Jury awards have
been catapulting upward. Between 1994 and
2000, product liability awards increased
nearly 300 percent, and jury awards in
premises liability cases more than doubled.
What is driving these exorbitant increases?
And what does it mean for excess casualty
insurers, insureds and brokers?
The average costs for
a person who is critically injured in an auto
accident are $1.1 million. One in ten
businesses recently surveyed has suffered a
liability loss of $5 million or more. Numerous
factors are fueling these skyrocketing
damages, most notably a sophisticated, well
financed plaintiffs bar, double-digit medical
inflation, rampant class actions, and failed
tort reform. Juries today, desensitized to the
value of the dollar, dole out multimillion
dollar awards against companies large and
small with unprecedented ease and regularity.
"The rapid rise
in the frequency and severity of large losses
has changed the liability landscape entirely.
Every business, whatever its size needs to
reevaluate the amount of limits it purchases
in light of the potential exposures that it
faces," says John Doyle, President of
American Home Assurance Company, a member
company of American International Group, Inc.
(AIG) and the nation's leading provider of
excess casualty protection.
Confronting
dramatically increased exposure, today's
excess liability market is changing-and so are
the standards by which brokers and insureds
should judge their excess liability carriers.
Market Reactions
Excess casualty insurers are changing
the way they underwrite and price policies to
better reflect the realities of commercial
liability exposures. Rates have more than
doubled over the past year, and they will
continue to rise significantly. Given the
long-tail nature of liability claims, pricing
must anticipate the cost of claims that will
not be settled for several years.
In many cases
attachment points are being adjusted upwards
as well. Generally speaking, in a world where
a multimillion-dollar jury award is
commonplace, excess underwriters are looking
at attachment points and pricing in order to
provide true catastrophic protection.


EXERCISE REQUIREMENTS ▸
Go over each line of the entries below, count those with "figure", and give only the count.

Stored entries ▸
=== Section Start ===

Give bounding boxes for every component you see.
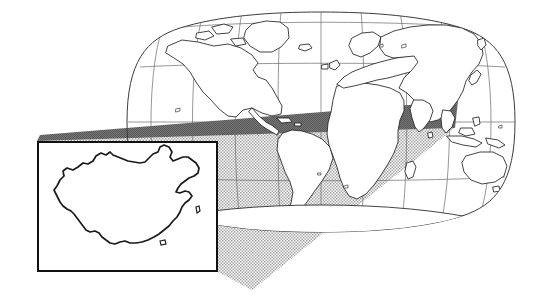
coastline-madagascar: [405, 161, 416, 179]
figure-root: [0, 0, 544, 298]
coastline-scandinavia: [349, 32, 381, 57]
coastline-british-isles: [330, 60, 340, 70]
coastline-australia: [462, 152, 507, 184]
coastline-sri-lanka: [428, 132, 433, 138]
coastline-philippines: [473, 117, 480, 126]
coastline-indonesia: [447, 136, 482, 147]
coastline-arctic-islands-3: [231, 38, 246, 46]
taiwan-outline: [196, 206, 200, 213]
coastline-greenland: [244, 21, 289, 52]
coastline-arctic-islands: [212, 24, 233, 34]
coastline-caribbean-2: [295, 123, 301, 126]
coastline-borneo: [459, 128, 475, 136]
hainan-outline: [160, 240, 166, 245]
coastline-new-guinea: [486, 138, 505, 148]
coastline-arctic-islands-2: [196, 31, 214, 40]
coastline-ireland: [322, 64, 328, 69]
inset-map-china[interactable]: [38, 142, 217, 271]
coastline-new-zealand: [512, 176, 521, 188]
coastline-iceland: [299, 44, 312, 51]
locator-map-figure: [0, 0, 544, 298]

=== Section End ===

ANSWER BOX ▸
2